Macromedia’s latest is important not only for what it does, but for what it says about the industry. The price point suggests that Macromedia sees the writing on the wall, and knows web developers will have to continue to do more with less. Contribute will be available for the PC in December, and for the Mac in 2003.

Bounced

Friday, January 24th, 2003

Roguelibrarian.net is down for a short time. Roguelibrarian.com is as fit as a fiddle. If you have messaged me at carrie at roguelibrarian.net, and the message has bounced, please redirect the note to my .com address. Sorry for the confusion. All will be well again soon.

"Somewhere there is a ten-year old who will be president one day. She has a web site now, and in 50 years we are going to want to look at it." What can we do to preserve our digital heritage?

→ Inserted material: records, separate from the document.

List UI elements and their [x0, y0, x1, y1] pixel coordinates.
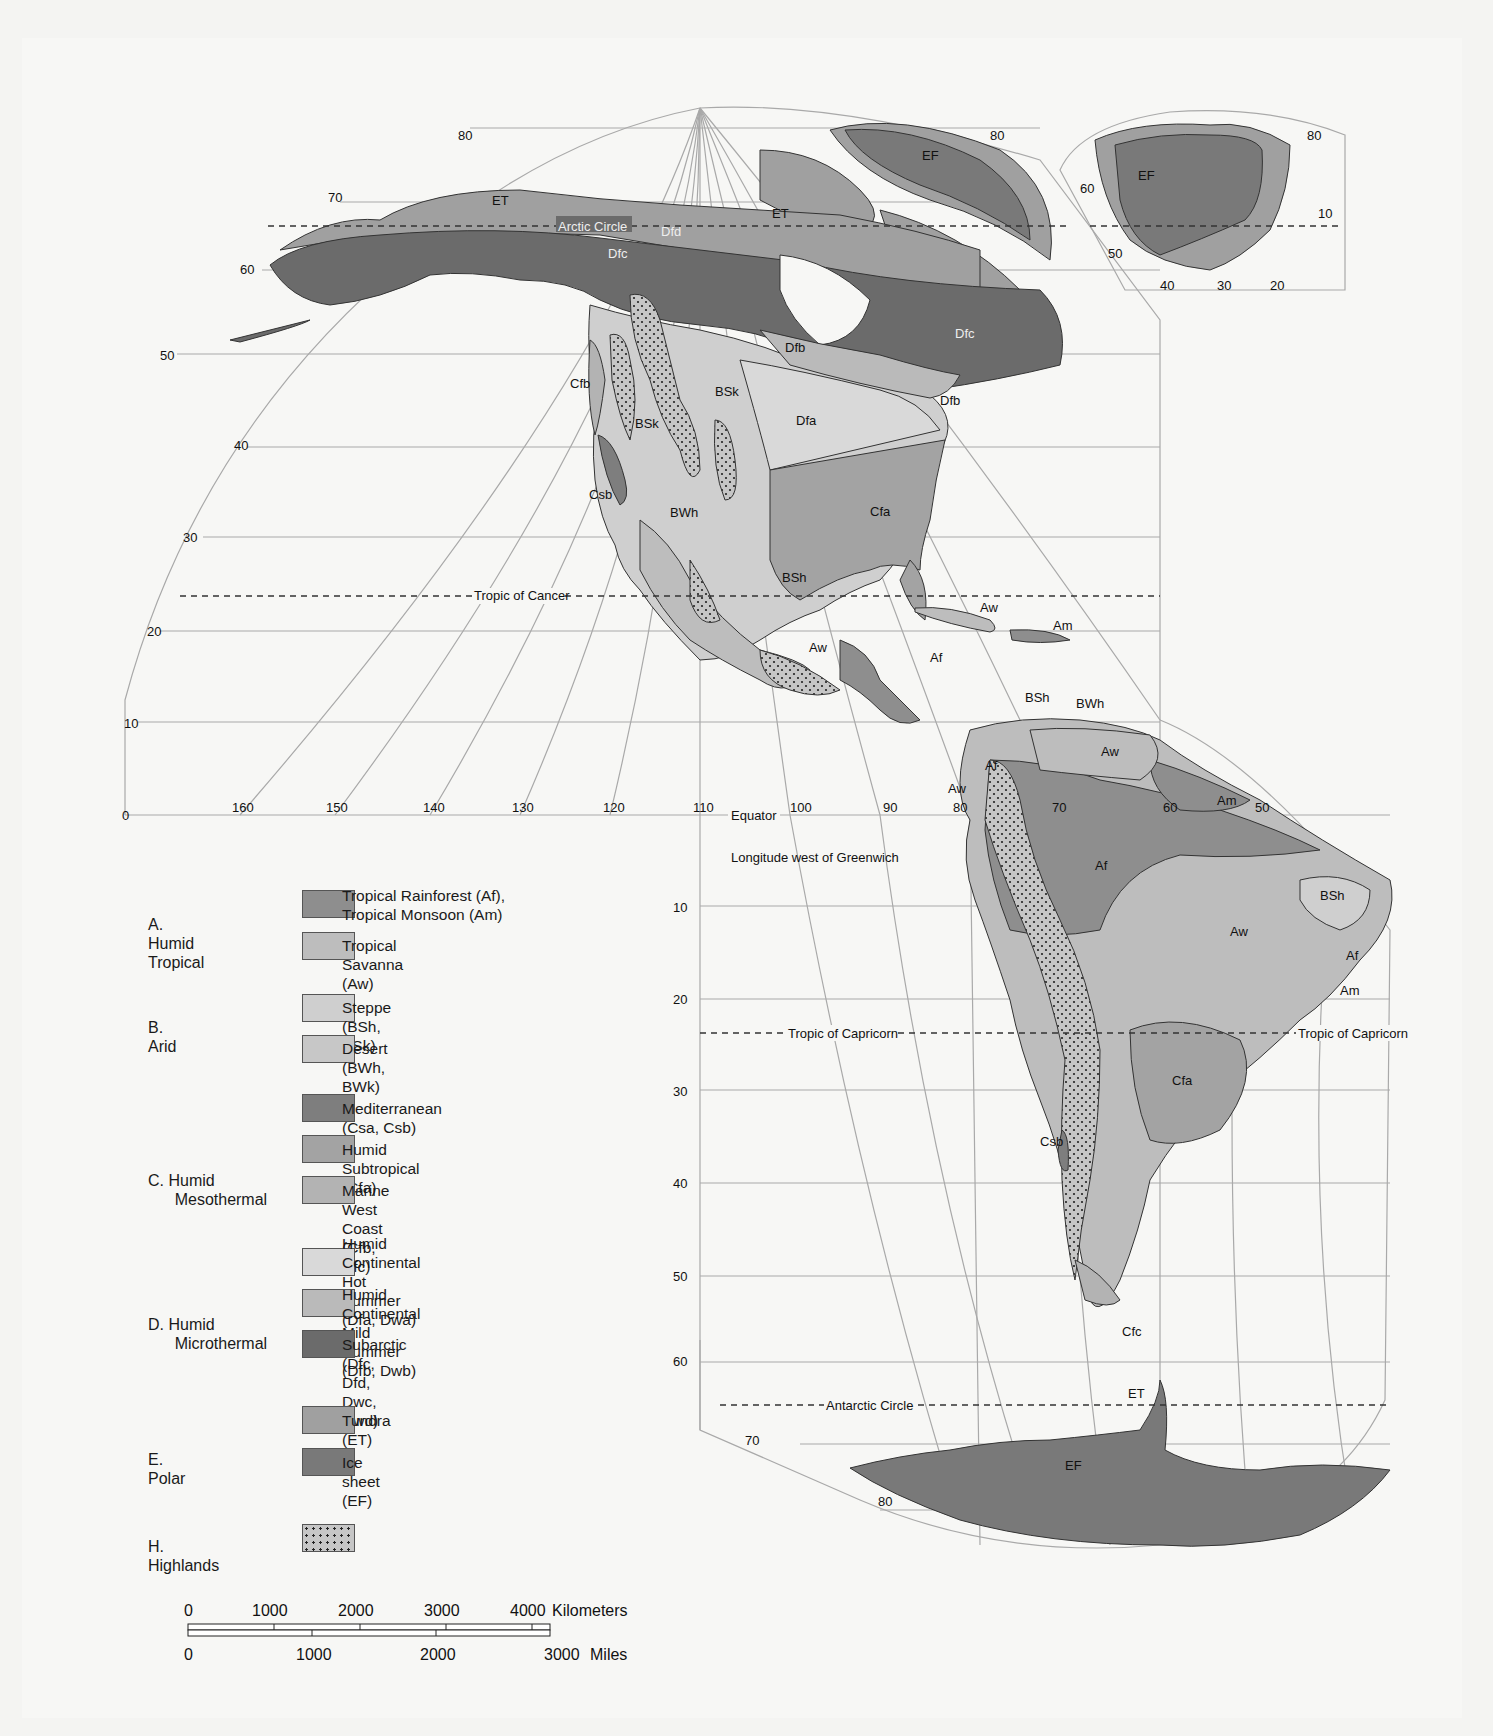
svg-text:Af: Af — [1095, 858, 1108, 873]
svg-text:10: 10 — [1318, 206, 1332, 221]
svg-text:Dfd: Dfd — [661, 224, 681, 239]
svg-text:BSh: BSh — [1320, 888, 1345, 903]
svg-text:60: 60 — [1080, 181, 1094, 196]
svg-text:Dfa: Dfa — [796, 413, 817, 428]
svg-text:150: 150 — [326, 800, 348, 815]
svg-text:Aw: Aw — [948, 781, 966, 796]
svg-text:Aw: Aw — [980, 600, 998, 615]
svg-text:60: 60 — [673, 1354, 687, 1369]
svg-text:Longitude west of Greenwich: Longitude west of Greenwich — [731, 850, 899, 865]
svg-text:Csb: Csb — [1040, 1134, 1063, 1149]
svg-text:EF: EF — [1065, 1458, 1082, 1473]
svg-text:80: 80 — [990, 128, 1004, 143]
scale-km-2000: 2000 — [338, 1602, 374, 1620]
legend-item-mediterranean: Mediterranean (Csa, Csb) — [342, 1099, 442, 1137]
scale-km-unit: Kilometers — [552, 1602, 628, 1620]
svg-text:120: 120 — [603, 800, 625, 815]
svg-text:EF: EF — [922, 148, 939, 163]
svg-text:30: 30 — [183, 530, 197, 545]
svg-text:110: 110 — [693, 800, 714, 815]
svg-text:Tropic of Capricorn: Tropic of Capricorn — [788, 1026, 898, 1041]
legend-group-humid-mesothermal: C. Humid Mesothermal — [148, 1171, 267, 1209]
map-page: 80 70 60 50 40 30 20 10 0 80 160 150 140… — [22, 38, 1462, 1718]
svg-text:Am: Am — [1217, 793, 1237, 808]
svg-text:Tropic of Capricorn: Tropic of Capricorn — [1298, 1026, 1408, 1041]
legend-item-tropical-savanna: Tropical Savanna (Aw) — [342, 936, 403, 993]
svg-text:Aw: Aw — [1230, 924, 1248, 939]
svg-text:BSh: BSh — [1025, 690, 1050, 705]
svg-text:40: 40 — [234, 438, 248, 453]
svg-text:50: 50 — [1255, 800, 1269, 815]
svg-text:100: 100 — [790, 800, 812, 815]
svg-text:BSh: BSh — [782, 570, 807, 585]
svg-text:Af: Af — [985, 758, 998, 773]
svg-text:90: 90 — [883, 800, 897, 815]
scale-mi-2000: 2000 — [420, 1646, 456, 1664]
scale-mi-3000: 3000 — [544, 1646, 580, 1664]
svg-text:Dfc: Dfc — [955, 326, 975, 341]
svg-text:BSk: BSk — [715, 384, 739, 399]
svg-text:80: 80 — [953, 800, 967, 815]
svg-text:30: 30 — [1217, 278, 1231, 293]
svg-text:10: 10 — [124, 716, 138, 731]
svg-text:Cfb: Cfb — [570, 376, 590, 391]
svg-text:ET: ET — [492, 193, 509, 208]
legend-item-ice-sheet: Ice sheet (EF) — [342, 1453, 380, 1510]
svg-text:20: 20 — [673, 992, 687, 1007]
legend-group-polar: E. Polar — [148, 1450, 185, 1488]
svg-text:50: 50 — [673, 1269, 687, 1284]
south-latitude-labels: 10 20 30 40 50 60 70 80 — [673, 900, 892, 1509]
legend-group-arid: B. Arid — [148, 1018, 176, 1056]
legend-group-humid-tropical: A. Humid Tropical — [148, 915, 204, 972]
svg-text:Equator: Equator — [731, 808, 777, 823]
svg-text:50: 50 — [160, 348, 174, 363]
scale-bar-graphic — [182, 1620, 602, 1642]
legend-item-tundra: Tundra (ET) — [342, 1411, 391, 1449]
svg-text:Tropic of Cancer: Tropic of Cancer — [474, 588, 570, 603]
svg-text:Antarctic Circle: Antarctic Circle — [826, 1398, 913, 1413]
svg-text:Af: Af — [1346, 948, 1359, 963]
scale-mi-1000: 1000 — [296, 1646, 332, 1664]
legend-group-humid-microthermal: D. Humid Microthermal — [148, 1315, 267, 1353]
svg-text:70: 70 — [1052, 800, 1066, 815]
svg-text:BWh: BWh — [670, 505, 698, 520]
legend-group-highlands: H. Highlands — [148, 1537, 219, 1575]
svg-text:Csb: Csb — [589, 487, 612, 502]
svg-text:Arctic Circle: Arctic Circle — [558, 219, 627, 234]
climate-map: 80 70 60 50 40 30 20 10 0 80 160 150 140… — [22, 38, 1462, 1718]
swatch-highlands — [302, 1524, 355, 1552]
legend-item-desert: Desert (BWh, BWk) — [342, 1039, 388, 1096]
svg-text:Aw: Aw — [809, 640, 827, 655]
svg-text:130: 130 — [512, 800, 534, 815]
scale-km-3000: 3000 — [424, 1602, 460, 1620]
legend-item-tropical-rainforest: Tropical Rainforest (Af), Tropical Monso… — [342, 886, 562, 924]
svg-text:160: 160 — [232, 800, 254, 815]
svg-text:ET: ET — [772, 206, 789, 221]
svg-text:80: 80 — [458, 128, 472, 143]
svg-text:50: 50 — [1108, 246, 1122, 261]
svg-text:60: 60 — [240, 262, 254, 277]
svg-text:BSk: BSk — [635, 416, 659, 431]
svg-text:Dfb: Dfb — [940, 393, 960, 408]
svg-text:Am: Am — [1053, 618, 1073, 633]
svg-text:70: 70 — [328, 190, 342, 205]
svg-text:0: 0 — [122, 808, 129, 823]
svg-text:20: 20 — [1270, 278, 1284, 293]
svg-text:Cfa: Cfa — [870, 504, 891, 519]
scale-mi-unit: Miles — [590, 1646, 627, 1664]
svg-text:40: 40 — [673, 1176, 687, 1191]
svg-text:Cfc: Cfc — [1122, 1324, 1142, 1339]
scale-km-0: 0 — [184, 1602, 193, 1620]
svg-text:BWh: BWh — [1076, 696, 1104, 711]
svg-text:80: 80 — [1307, 128, 1321, 143]
svg-text:30: 30 — [673, 1084, 687, 1099]
svg-text:60: 60 — [1163, 800, 1177, 815]
svg-text:Am: Am — [1340, 983, 1360, 998]
scale-mi-0: 0 — [184, 1646, 193, 1664]
svg-text:Af: Af — [930, 650, 943, 665]
svg-text:EF: EF — [1138, 168, 1155, 183]
svg-text:Dfb: Dfb — [785, 340, 805, 355]
scale-km-4000: 4000 — [510, 1602, 546, 1620]
svg-text:Cfa: Cfa — [1172, 1073, 1193, 1088]
svg-text:20: 20 — [147, 624, 161, 639]
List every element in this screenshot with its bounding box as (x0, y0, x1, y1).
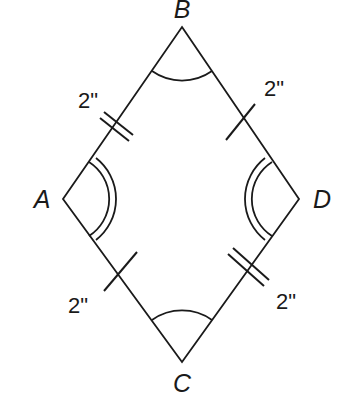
tick-mark-bd (226, 104, 255, 140)
vertex-label-b: B (174, 0, 191, 23)
side-length-bd: 2" (264, 76, 284, 101)
angle-arc-c (152, 310, 212, 320)
tick-marks-cd (228, 248, 269, 286)
vertex-label-a: A (32, 185, 51, 213)
vertex-label-d: D (313, 185, 331, 213)
vertex-label-c: C (173, 369, 192, 397)
tick-mark-ac (104, 252, 137, 291)
angle-arc-a-inner (89, 162, 109, 236)
rhombus-diagram: B A D C 2" 2" 2" 2" (0, 0, 353, 405)
side-length-cd: 2" (276, 289, 296, 314)
angle-arc-b (152, 71, 212, 81)
angle-arc-d-inner (252, 162, 272, 236)
tick-marks-ab (100, 112, 133, 141)
side-length-ac: 2" (68, 293, 88, 318)
side-length-ab: 2" (78, 88, 98, 113)
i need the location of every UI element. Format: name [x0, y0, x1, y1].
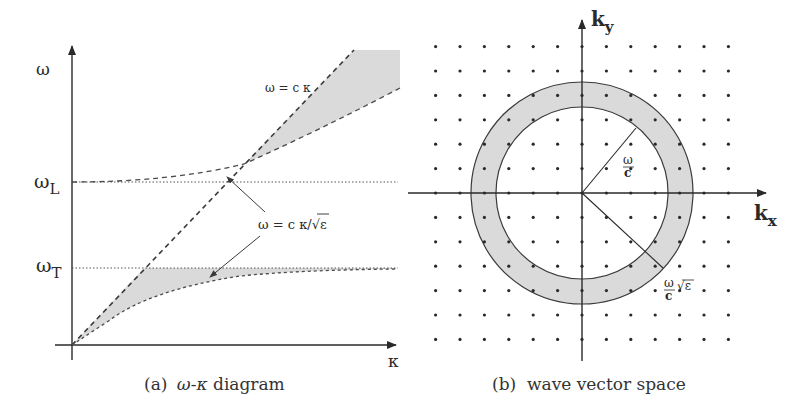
lattice-dot: [458, 338, 461, 341]
lattice-dot: [629, 45, 632, 48]
lattice-dot: [702, 289, 705, 292]
lattice-dot: [702, 338, 705, 341]
lattice-dot: [483, 313, 486, 316]
lattice-dot: [458, 265, 461, 268]
lattice-dot: [532, 313, 535, 316]
lattice-dot: [532, 118, 535, 121]
lattice-dot: [702, 143, 705, 146]
lattice-dot: [727, 265, 730, 268]
lattice-dot: [702, 94, 705, 97]
lattice-dot: [532, 338, 535, 341]
lattice-dot: [458, 289, 461, 292]
caption-a-rest: diagram: [208, 374, 285, 394]
lattice-dot: [483, 143, 486, 146]
lattice-dot: [702, 69, 705, 72]
lattice-dot: [629, 338, 632, 341]
lattice-dot: [434, 313, 437, 316]
lattice-dot: [654, 240, 657, 243]
lattice-dot: [605, 143, 608, 146]
kx-label: kx: [754, 201, 778, 230]
omega-T-main: ω: [36, 254, 52, 276]
lattice-dot: [654, 313, 657, 316]
inner-radius-label-den: c: [624, 166, 631, 180]
lattice-dot: [629, 118, 632, 121]
medium-line-label-prefix: ω = c κ/: [258, 217, 312, 232]
lattice-dot: [678, 118, 681, 121]
lattice-dot: [434, 167, 437, 170]
lattice-dot: [556, 118, 559, 121]
lattice-dot: [605, 45, 608, 48]
lattice-dot: [727, 338, 730, 341]
lattice-dot: [654, 167, 657, 170]
caption-a: (a) ω-κ diagram: [144, 374, 285, 394]
lattice-dot: [678, 143, 681, 146]
lattice-dot: [629, 69, 632, 72]
lattice-dot: [532, 265, 535, 268]
lattice-dot: [605, 338, 608, 341]
lattice-dot: [556, 289, 559, 292]
lattice-dot: [654, 45, 657, 48]
lattice-dot: [702, 313, 705, 316]
lattice-dot: [507, 216, 510, 219]
caption-a-kappa: κ: [195, 374, 207, 394]
omega-T-label: ωT: [36, 254, 62, 282]
caption-a-prefix: (a): [144, 374, 167, 394]
lattice-dot: [434, 143, 437, 146]
lattice-dot: [483, 289, 486, 292]
lattice-dot: [678, 94, 681, 97]
lattice-dot: [434, 338, 437, 341]
lattice-dot: [483, 240, 486, 243]
lattice-dot: [532, 216, 535, 219]
lattice-dot: [727, 167, 730, 170]
lattice-dot: [605, 118, 608, 121]
lattice-dot: [629, 94, 632, 97]
light-line: [72, 50, 354, 345]
lattice-dot: [434, 94, 437, 97]
lattice-dot: [702, 118, 705, 121]
lattice-dot: [702, 216, 705, 219]
lattice-dot: [483, 45, 486, 48]
lattice-dot: [483, 216, 486, 219]
figure-canvas: ω κ ωL ωT ω = c κ ω = c κ/√ε (a) ω-κ dia…: [0, 0, 801, 417]
lattice-dot: [483, 94, 486, 97]
lattice-dot: [654, 143, 657, 146]
lattice-dot: [507, 289, 510, 292]
lattice-dot: [629, 240, 632, 243]
caption-b: (b) wave vector space: [492, 374, 686, 394]
lattice-dot: [678, 313, 681, 316]
lattice-dot: [434, 216, 437, 219]
lattice-dot: [678, 69, 681, 72]
lattice-dot: [483, 338, 486, 341]
lattice-dot: [727, 216, 730, 219]
lattice-dot: [727, 240, 730, 243]
lattice-dot: [458, 216, 461, 219]
lower-shaded-band: [72, 268, 396, 345]
medium-line-label-sqrt: √ε: [312, 217, 327, 232]
lattice-dot: [605, 94, 608, 97]
lattice-dot: [532, 240, 535, 243]
lattice-dot: [434, 289, 437, 292]
lattice-dot: [654, 118, 657, 121]
lattice-dot: [629, 143, 632, 146]
lattice-dot: [727, 289, 730, 292]
lattice-dot: [654, 69, 657, 72]
lattice-dot: [654, 289, 657, 292]
annotation-arrow-upper: [227, 177, 265, 212]
lattice-dot: [678, 265, 681, 268]
inner-radius-label-num: ω: [623, 153, 633, 167]
lattice-dot: [556, 338, 559, 341]
omega-kappa-diagram: ω κ ωL ωT ω = c κ ω = c κ/√ε (a) ω-κ dia…: [34, 46, 400, 394]
lattice-dot: [458, 45, 461, 48]
lattice-dot: [629, 313, 632, 316]
lattice-dot: [532, 69, 535, 72]
lattice-dot: [629, 265, 632, 268]
omega-L-sub: L: [50, 180, 60, 198]
lattice-dot: [654, 216, 657, 219]
lattice-dot: [483, 118, 486, 121]
lattice-dot: [727, 118, 730, 121]
lattice-dot: [483, 167, 486, 170]
upper-shaded-band: [244, 50, 400, 164]
lattice-dot: [556, 240, 559, 243]
lattice-dot: [605, 240, 608, 243]
lattice-dot: [434, 45, 437, 48]
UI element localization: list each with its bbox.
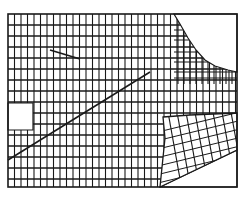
mesh-diagram: [0, 0, 251, 198]
oblique-v-line: [240, 112, 251, 190]
left-notch-void: [8, 103, 33, 130]
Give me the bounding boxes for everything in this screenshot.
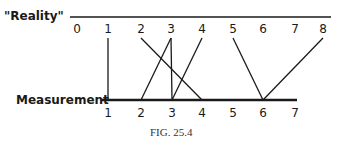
measurement-label-4: 4 (198, 106, 206, 120)
measurement-mapping-diagram: "Reality" 012345678 Measurement 1234567 … (0, 0, 344, 143)
measurement-axis-title: Measurement (16, 93, 109, 107)
measurement-label-5: 5 (229, 106, 237, 120)
reality-label-5: 5 (229, 22, 237, 36)
measurement-label-3: 3 (168, 106, 176, 120)
figure-caption: FIG. 25.4 (150, 126, 193, 138)
reality-label-6: 6 (259, 22, 267, 36)
measurement-label-6: 6 (259, 106, 267, 120)
mapping-line-r3-m2 (141, 38, 171, 100)
reality-axis-title: "Reality" (4, 9, 64, 23)
reality-label-4: 4 (198, 22, 206, 36)
mapping-line-r8-m6 (263, 38, 323, 100)
measurement-axis-labels: 1234567 (104, 106, 299, 120)
reality-label-7: 7 (291, 22, 299, 36)
reality-label-0: 0 (73, 22, 81, 36)
measurement-label-7: 7 (291, 106, 299, 120)
mapping-line-r5-m6 (233, 38, 263, 100)
reality-label-1: 1 (104, 22, 112, 36)
reality-label-8: 8 (319, 22, 327, 36)
measurement-label-2: 2 (137, 106, 145, 120)
measurement-label-1: 1 (104, 106, 112, 120)
reality-label-3: 3 (167, 22, 175, 36)
reality-label-2: 2 (137, 22, 145, 36)
mapping-line-r3-m3 (171, 38, 172, 100)
mapping-line-r4-m3 (172, 38, 202, 100)
mapping-lines (108, 38, 323, 100)
reality-axis-labels: 012345678 (73, 22, 327, 36)
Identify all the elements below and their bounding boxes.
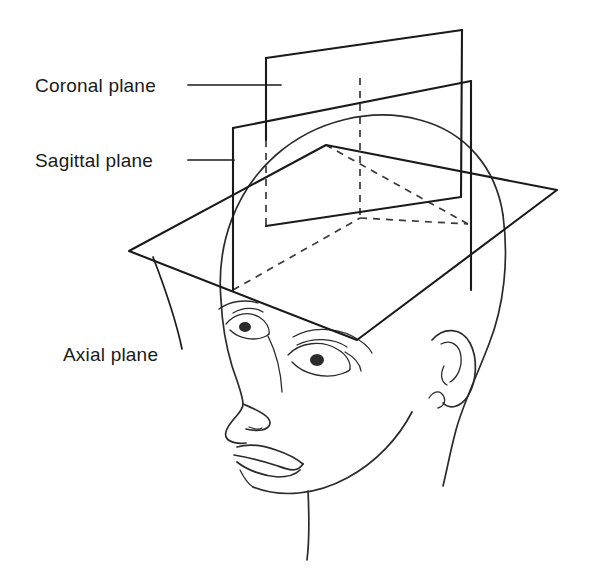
coronal-plane-right-edge <box>461 30 462 197</box>
sagittal-plane-label: Sagittal plane <box>35 150 153 171</box>
coronal-plane-label: Coronal plane <box>35 75 156 96</box>
axial-plane-label: Axial plane <box>63 344 158 365</box>
anatomical-planes-diagram: Coronal plane Sagittal plane Axial plane <box>0 0 601 584</box>
far-eye-pupil <box>239 322 251 332</box>
near-eye-pupil <box>310 354 324 366</box>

I paraphrase Abby Smith, Council on Library and Information Resources, from a talk she gave at the Digital Library Federation meeting in Seattle last month. She was describing legislation that the U.S. Congress passed in December of 2000 establishing the National Digital Information Infrastructure and Preservation Program (NDIIPP). NDIIPP charges the Librarian of Congress to lead a nationwide planning effort for the long-term preservation of digital content.

The plan is to develop a national strategy to collect, archive and preserve the burgeoning amounts of digital content, especially materials that are created only in digital formats, for current and future generations. No big.

See an abstract of Smith’s talk on the DLF Fall Forum 2002 Schedule. Pardon the scroll. For the full scoop on NDIIPP, skip right to the NDIIPP press releases.

A group of Information Architects from around the world have formed a new non-profit volunteer organization dedicated to advancing and promoting the field of information architecture. It is called The Asilomar Institute for Information Architecture (AIfIA).

AIfIA "serves to advance the design of shared information environments. We support a global community infrastructure that connects people, ideas, content, and tools. Through research, education, advocacy and community service, we promote excellence within our field and build bridges to related disciplines and organizations."

In more pressing news, I made the plunge and got acrylic nails. They are done in a tasteful French manicure at the moment, but I feel a serious case of airbrushing coming on. Maybe even a little rhinestone on the pinky finger. Who knows?

Soak up Code Red

Thursday, January 23rd, 2003

Soak up Code Red and related requests. Nothing else here, sorry.

That was the message visitors saw when they visited roguelibrarian.net. At first I thought that it was my DNS. The same day that the trouble began, I realized that I’d let my roguelibrarian.net domain name expire. I quickly paid the invoice, and kept the name without any hassle. But the code red page persisted.

The source of the matter was Joe Clark. You see, Joe and I are hosted by the same Luke Tymowski. When Joe’s new book, Building Accessible Websites, got slashdotted, down went his site, my site and the other sites hosted by Luke. Luke patched things up right quick, and we are all back in business.

Now, back to the book. Chapter 4 needs to go to the publisher on Monday.